The action continues from yesterday about paradoxes.
When we come back from commercial, you jump out of the car and say, “Suzanne, is that you?” and I say, “Debbie? Could it be my long lost hairdresser?” and we embrace and make up and set an appointment for next Thursday at 3:15. A paradox because just seconds before you were hell-bent on trying to kill me.
Speaking of hell, on Sunday, with my raffle tickets clutched in my hopeful hand, I was wishing for two things: that I would get my luck back and win a raffle for the first time in a coon’s age, and that I’d win a pie, preferably a tasty pie like peach or blackberry or strawberry rhubarb.
Lo and behold, the first raffle number called was mine! I broke my long dry spell of no raffle prizes! I could just taste that flaky piecrust. Then they announced my prize.
A visit from the priest to bless my house.
Lord have mercy!
(a) My husband is an atheist. Not an agnostic / on the fence kind of believer who’s just not sure. He is absolutely positive there is no God and people like me are simply deceiving ourselves, and basically not right in the head.
(2) I’m a Catholic who likes to go to church on Sunday because I feel good about it, but I arrive a little late and don’t hang around after Mass. I slip in and slip out like a, well, like a Catholic late for church who has doesn’t want to hang around when it’s over. I’ve never even met this new priest and I HIGHLY suspect he doesn’t appreciate it when, ten minutes into his service, he hears the side door creak open and sees me slink in and duck into the first empty pew.
When my raffle number was called, the priest came over and shook my hand. “Call the office and we’ll get this scheduled,” he said.
Get what scheduled? Should I have him over for dinner? Lunch? Dessert? Coffee? Cocktails?
When I told my husband about my prize he said, “I don’t need to be here for that.” No telling what he’d say to this priest. For me, it’s not that the man is a priest, it’s more that he’s a perfect stranger.
However, I believe things don’t happen by coincidence. I won that raffle for a reason. My quandary is more, “What kind of hospitality do I extend to this gentleman coming to bless my house?” But I’m also thinking, “Holy moly, what the heck are we going to talk about?”
The last time I talked to a priest was at a party. I’d just come back from Italy and started blabbering about the Vatican. “It was beautiful but kindof creepy the way they had all those old Popes in coffins all over the place and there was that embalmed Pope in a glass coffin that gave me the heebie jeebies. What’s up with that?”
The priest excused himself immediately and went to talk with an ancient woman who, apparently, offered better opportunity for sparkling conversation than the likes of me.
As you can see, talking to priests is not my forte, hence my shyness about how to handle this visit to my home, though Lord knows this place could use a blessing, and a good cleaning, for that matter. Which is another stumbling block – I’d have to clean. Maybe I could have him come just before Thanksgiving, when I’m going to have to buckle down and get the vacuum out anyway.
The paradox here is that this blessing is not really a blessing, or is it?
Oh well, there are many considerations for me to consider. I will leave with one final paradox, apropos to these most recent events: Be careful what you wish for because it may come true.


Retype the whole listing that follows so that it matches the original exactly.

═══

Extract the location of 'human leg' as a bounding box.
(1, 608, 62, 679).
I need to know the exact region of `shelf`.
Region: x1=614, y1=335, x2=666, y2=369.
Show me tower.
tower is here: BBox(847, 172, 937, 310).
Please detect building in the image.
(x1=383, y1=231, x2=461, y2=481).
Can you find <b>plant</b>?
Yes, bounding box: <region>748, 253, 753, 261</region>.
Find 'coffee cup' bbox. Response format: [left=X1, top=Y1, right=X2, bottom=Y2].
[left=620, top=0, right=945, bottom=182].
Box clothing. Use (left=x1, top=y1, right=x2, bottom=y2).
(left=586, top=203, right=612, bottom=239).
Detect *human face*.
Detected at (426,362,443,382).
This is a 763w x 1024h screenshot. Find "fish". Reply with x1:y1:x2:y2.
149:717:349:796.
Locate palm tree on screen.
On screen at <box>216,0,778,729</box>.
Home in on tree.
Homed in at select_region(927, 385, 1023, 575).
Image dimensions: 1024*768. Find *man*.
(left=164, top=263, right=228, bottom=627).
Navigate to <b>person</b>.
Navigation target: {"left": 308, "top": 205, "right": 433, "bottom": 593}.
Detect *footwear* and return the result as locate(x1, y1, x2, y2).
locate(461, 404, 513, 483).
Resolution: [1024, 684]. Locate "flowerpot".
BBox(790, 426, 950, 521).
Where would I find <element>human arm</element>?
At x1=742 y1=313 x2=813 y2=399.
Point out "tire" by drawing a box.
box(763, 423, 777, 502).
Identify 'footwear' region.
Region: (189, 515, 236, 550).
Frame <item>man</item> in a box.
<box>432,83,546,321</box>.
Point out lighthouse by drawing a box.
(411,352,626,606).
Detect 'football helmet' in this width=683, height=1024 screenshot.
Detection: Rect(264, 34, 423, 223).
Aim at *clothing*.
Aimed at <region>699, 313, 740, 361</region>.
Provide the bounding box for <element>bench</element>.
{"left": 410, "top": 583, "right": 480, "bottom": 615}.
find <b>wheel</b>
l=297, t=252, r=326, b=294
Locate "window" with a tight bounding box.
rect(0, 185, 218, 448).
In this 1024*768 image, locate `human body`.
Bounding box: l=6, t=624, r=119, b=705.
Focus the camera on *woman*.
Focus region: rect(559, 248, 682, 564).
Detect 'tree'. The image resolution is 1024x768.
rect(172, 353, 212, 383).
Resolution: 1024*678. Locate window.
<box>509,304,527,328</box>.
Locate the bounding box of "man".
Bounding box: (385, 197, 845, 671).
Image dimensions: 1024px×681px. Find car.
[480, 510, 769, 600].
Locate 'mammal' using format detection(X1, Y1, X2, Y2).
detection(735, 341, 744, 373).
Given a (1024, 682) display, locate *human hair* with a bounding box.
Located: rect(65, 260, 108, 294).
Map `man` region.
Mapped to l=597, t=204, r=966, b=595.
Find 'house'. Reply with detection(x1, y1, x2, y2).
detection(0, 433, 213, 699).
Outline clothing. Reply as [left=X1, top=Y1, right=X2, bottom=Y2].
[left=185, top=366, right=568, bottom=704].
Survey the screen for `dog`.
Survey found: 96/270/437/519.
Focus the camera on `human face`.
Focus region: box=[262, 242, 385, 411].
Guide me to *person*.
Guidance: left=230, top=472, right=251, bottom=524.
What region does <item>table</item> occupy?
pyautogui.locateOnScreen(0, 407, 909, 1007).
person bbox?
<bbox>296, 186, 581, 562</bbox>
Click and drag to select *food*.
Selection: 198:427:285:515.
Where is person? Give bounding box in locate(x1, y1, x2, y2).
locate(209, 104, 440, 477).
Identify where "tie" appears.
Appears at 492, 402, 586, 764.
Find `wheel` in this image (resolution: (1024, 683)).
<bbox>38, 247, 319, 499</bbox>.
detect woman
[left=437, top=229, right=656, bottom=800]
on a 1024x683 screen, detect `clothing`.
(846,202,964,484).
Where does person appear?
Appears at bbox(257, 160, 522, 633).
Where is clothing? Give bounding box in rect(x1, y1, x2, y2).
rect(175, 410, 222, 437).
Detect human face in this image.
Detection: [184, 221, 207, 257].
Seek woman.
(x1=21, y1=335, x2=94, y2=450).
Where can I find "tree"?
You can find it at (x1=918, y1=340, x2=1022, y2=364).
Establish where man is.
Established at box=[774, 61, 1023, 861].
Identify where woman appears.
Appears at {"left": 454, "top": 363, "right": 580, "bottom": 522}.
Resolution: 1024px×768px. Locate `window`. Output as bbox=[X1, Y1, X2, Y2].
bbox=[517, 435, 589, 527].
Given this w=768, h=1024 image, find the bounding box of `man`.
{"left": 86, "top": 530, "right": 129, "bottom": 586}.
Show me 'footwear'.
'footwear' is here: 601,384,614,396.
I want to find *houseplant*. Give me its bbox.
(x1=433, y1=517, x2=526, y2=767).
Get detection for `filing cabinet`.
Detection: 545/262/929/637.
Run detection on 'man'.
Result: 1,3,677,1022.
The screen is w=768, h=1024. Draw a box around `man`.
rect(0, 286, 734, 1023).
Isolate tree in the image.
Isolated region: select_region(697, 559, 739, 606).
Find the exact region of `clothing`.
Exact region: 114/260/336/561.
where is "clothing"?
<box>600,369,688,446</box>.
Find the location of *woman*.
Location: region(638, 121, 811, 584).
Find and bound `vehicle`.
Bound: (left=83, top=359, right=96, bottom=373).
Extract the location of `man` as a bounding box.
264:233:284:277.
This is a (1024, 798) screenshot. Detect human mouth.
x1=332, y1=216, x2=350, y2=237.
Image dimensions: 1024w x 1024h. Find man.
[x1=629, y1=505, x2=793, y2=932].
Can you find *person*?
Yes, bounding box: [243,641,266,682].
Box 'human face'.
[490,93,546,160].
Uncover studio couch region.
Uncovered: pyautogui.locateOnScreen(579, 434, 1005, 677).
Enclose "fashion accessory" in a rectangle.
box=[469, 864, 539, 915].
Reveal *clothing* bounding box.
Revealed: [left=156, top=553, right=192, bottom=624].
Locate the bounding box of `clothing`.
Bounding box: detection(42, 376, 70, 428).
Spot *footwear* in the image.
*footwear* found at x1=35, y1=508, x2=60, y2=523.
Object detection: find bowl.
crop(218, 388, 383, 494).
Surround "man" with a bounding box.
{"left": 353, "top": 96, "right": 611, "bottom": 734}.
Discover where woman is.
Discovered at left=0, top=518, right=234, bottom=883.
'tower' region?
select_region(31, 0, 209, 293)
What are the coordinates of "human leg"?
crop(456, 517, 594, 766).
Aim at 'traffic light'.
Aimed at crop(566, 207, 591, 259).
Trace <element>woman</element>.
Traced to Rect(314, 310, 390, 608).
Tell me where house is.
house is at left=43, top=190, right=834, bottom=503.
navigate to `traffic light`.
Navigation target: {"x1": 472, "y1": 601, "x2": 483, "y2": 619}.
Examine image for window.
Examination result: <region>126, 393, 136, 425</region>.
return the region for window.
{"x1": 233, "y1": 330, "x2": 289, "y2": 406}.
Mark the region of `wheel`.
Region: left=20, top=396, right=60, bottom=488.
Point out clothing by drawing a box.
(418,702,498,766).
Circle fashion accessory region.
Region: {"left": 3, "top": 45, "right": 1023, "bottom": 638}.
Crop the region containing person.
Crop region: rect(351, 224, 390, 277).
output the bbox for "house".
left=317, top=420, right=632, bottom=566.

═══

REPLY TO THE TASK:
Extract the location of 'human leg' as a bounding box.
(1, 608, 62, 679).
I need to know the exact region of `shelf`.
Region: x1=614, y1=335, x2=666, y2=369.
Show me tower.
tower is here: BBox(847, 172, 937, 310).
Please detect building in the image.
(x1=383, y1=231, x2=461, y2=481).
Can you find <b>plant</b>?
Yes, bounding box: <region>748, 253, 753, 261</region>.
Find 'coffee cup' bbox. Response format: [left=X1, top=Y1, right=X2, bottom=Y2].
[left=620, top=0, right=945, bottom=182].
Box clothing. Use (left=x1, top=y1, right=x2, bottom=y2).
(left=586, top=203, right=612, bottom=239).
Detect *human face*.
Detected at (426,362,443,382).
This is a 763w x 1024h screenshot. Find "fish". Reply with x1:y1:x2:y2.
149:717:349:796.
Locate palm tree on screen.
On screen at <box>216,0,778,729</box>.
Home in on tree.
Homed in at select_region(927, 385, 1023, 575).
Image dimensions: 1024*768. Find *man*.
(left=164, top=263, right=228, bottom=627).
Navigate to <b>person</b>.
Navigation target: {"left": 308, "top": 205, "right": 433, "bottom": 593}.
Detect *footwear* and return the result as locate(x1, y1, x2, y2).
locate(461, 404, 513, 483).
Resolution: [1024, 684]. Locate "flowerpot".
BBox(790, 426, 950, 521).
Where would I find <element>human arm</element>?
At x1=742 y1=313 x2=813 y2=399.
Point out "tire" by drawing a box.
box(763, 423, 777, 502).
Identify 'footwear' region.
Region: (189, 515, 236, 550).
Frame <item>man</item> in a box.
<box>432,83,546,321</box>.
Point out lighthouse by drawing a box.
(411,352,626,606).
Detect 'football helmet' in this width=683, height=1024 screenshot.
Detection: Rect(264, 34, 423, 223).
Aim at *clothing*.
Aimed at <region>699, 313, 740, 361</region>.
Provide the bounding box for <element>bench</element>.
{"left": 410, "top": 583, "right": 480, "bottom": 615}.
find <b>wheel</b>
l=297, t=252, r=326, b=294
Locate "window" with a tight bounding box.
rect(0, 185, 218, 448).
In this 1024*768 image, locate `human body`.
Bounding box: l=6, t=624, r=119, b=705.
Focus the camera on *woman*.
Focus region: rect(559, 248, 682, 564).
Detect 'tree'. The image resolution is 1024x768.
rect(172, 353, 212, 383).
Resolution: 1024*678. Locate window.
<box>509,304,527,328</box>.
Locate the bounding box of "man".
Bounding box: (385, 197, 845, 671).
Image dimensions: 1024px×681px. Find car.
[480, 510, 769, 600].
Locate 'mammal' using format detection(X1, Y1, X2, Y2).
detection(735, 341, 744, 373).
Given a (1024, 682) display, locate *human hair* with a bounding box.
Located: rect(65, 260, 108, 294).
Map `man` region.
Mapped to l=597, t=204, r=966, b=595.
Find 'house'. Reply with detection(x1, y1, x2, y2).
detection(0, 433, 213, 699).
Outline clothing. Reply as [left=X1, top=Y1, right=X2, bottom=Y2].
[left=185, top=366, right=568, bottom=704].
Survey the screen for `dog`.
Survey found: 96/270/437/519.
Focus the camera on `human face`.
Focus region: box=[262, 242, 385, 411].
Guide me to *person*.
Guidance: left=230, top=472, right=251, bottom=524.
What region does <item>table</item> occupy?
pyautogui.locateOnScreen(0, 407, 909, 1007).
person bbox?
<bbox>296, 186, 581, 562</bbox>
Click and drag to select *food*.
Selection: 198:427:285:515.
Where is person? Give bounding box in locate(x1, y1, x2, y2).
locate(209, 104, 440, 477).
Identify where "tie" appears.
Appears at 492, 402, 586, 764.
Find `wheel` in this image (resolution: (1024, 683)).
<bbox>38, 247, 319, 499</bbox>.
detect woman
[left=437, top=229, right=656, bottom=800]
on a 1024x683 screen, detect `clothing`.
(846,202,964,484).
Where does person appear?
Appears at bbox(257, 160, 522, 633).
Where is clothing? Give bounding box in rect(x1, y1, x2, y2).
rect(175, 410, 222, 437).
Detect human face in this image.
Detection: [184, 221, 207, 257].
Seek woman.
(x1=21, y1=335, x2=94, y2=450).
Where can I find "tree"?
You can find it at (x1=918, y1=340, x2=1022, y2=364).
Establish where man is.
Established at box=[774, 61, 1023, 861].
Identify where woman appears.
Appears at {"left": 454, "top": 363, "right": 580, "bottom": 522}.
Resolution: 1024px×768px. Locate `window`. Output as bbox=[X1, Y1, X2, Y2].
bbox=[517, 435, 589, 527].
Given this w=768, h=1024 image, find the bounding box of `man`.
{"left": 86, "top": 530, "right": 129, "bottom": 586}.
Show me 'footwear'.
'footwear' is here: 601,384,614,396.
I want to find *houseplant*. Give me its bbox.
(x1=433, y1=517, x2=526, y2=767).
Get detection for `filing cabinet`.
Detection: 545/262/929/637.
Run detection on 'man'.
Result: 1,3,677,1022.
The screen is w=768, h=1024. Draw a box around `man`.
rect(0, 286, 734, 1023).
Isolate tree in the image.
Isolated region: select_region(697, 559, 739, 606).
Find the exact region of `clothing`.
Exact region: 114/260/336/561.
where is "clothing"?
<box>600,369,688,446</box>.
Find the location of *woman*.
Location: region(638, 121, 811, 584).
Find and bound `vehicle`.
Bound: (left=83, top=359, right=96, bottom=373).
Extract the location of `man` as a bounding box.
264:233:284:277.
This is a (1024, 798) screenshot. Detect human mouth.
x1=332, y1=216, x2=350, y2=237.
Image dimensions: 1024w x 1024h. Find man.
[x1=629, y1=505, x2=793, y2=932].
Can you find *person*?
Yes, bounding box: [243,641,266,682].
Box 'human face'.
[490,93,546,160].
Uncover studio couch region.
Uncovered: pyautogui.locateOnScreen(579, 434, 1005, 677).
Enclose "fashion accessory" in a rectangle.
box=[469, 864, 539, 915].
Reveal *clothing* bounding box.
Revealed: [left=156, top=553, right=192, bottom=624].
Locate the bounding box of `clothing`.
Bounding box: detection(42, 376, 70, 428).
Spot *footwear* in the image.
*footwear* found at x1=35, y1=508, x2=60, y2=523.
Object detection: find bowl.
crop(218, 388, 383, 494).
Surround "man" with a bounding box.
{"left": 353, "top": 96, "right": 611, "bottom": 734}.
Discover where woman is.
Discovered at left=0, top=518, right=234, bottom=883.
'tower' region?
select_region(31, 0, 209, 293)
What are the coordinates of "human leg"?
crop(456, 517, 594, 766).
Aim at 'traffic light'.
Aimed at crop(566, 207, 591, 259).
Trace <element>woman</element>.
Traced to Rect(314, 310, 390, 608).
Tell me where house is.
house is at left=43, top=190, right=834, bottom=503.
navigate to `traffic light`.
Navigation target: {"x1": 472, "y1": 601, "x2": 483, "y2": 619}.
Examine image for window.
Examination result: <region>126, 393, 136, 425</region>.
return the region for window.
{"x1": 233, "y1": 330, "x2": 289, "y2": 406}.
Mark the region of `wheel`.
Region: left=20, top=396, right=60, bottom=488.
Point out clothing by drawing a box.
(418,702,498,766).
Circle fashion accessory region.
Region: {"left": 3, "top": 45, "right": 1023, "bottom": 638}.
Crop the region containing person.
Crop region: rect(351, 224, 390, 277).
output the bbox for "house".
left=317, top=420, right=632, bottom=566.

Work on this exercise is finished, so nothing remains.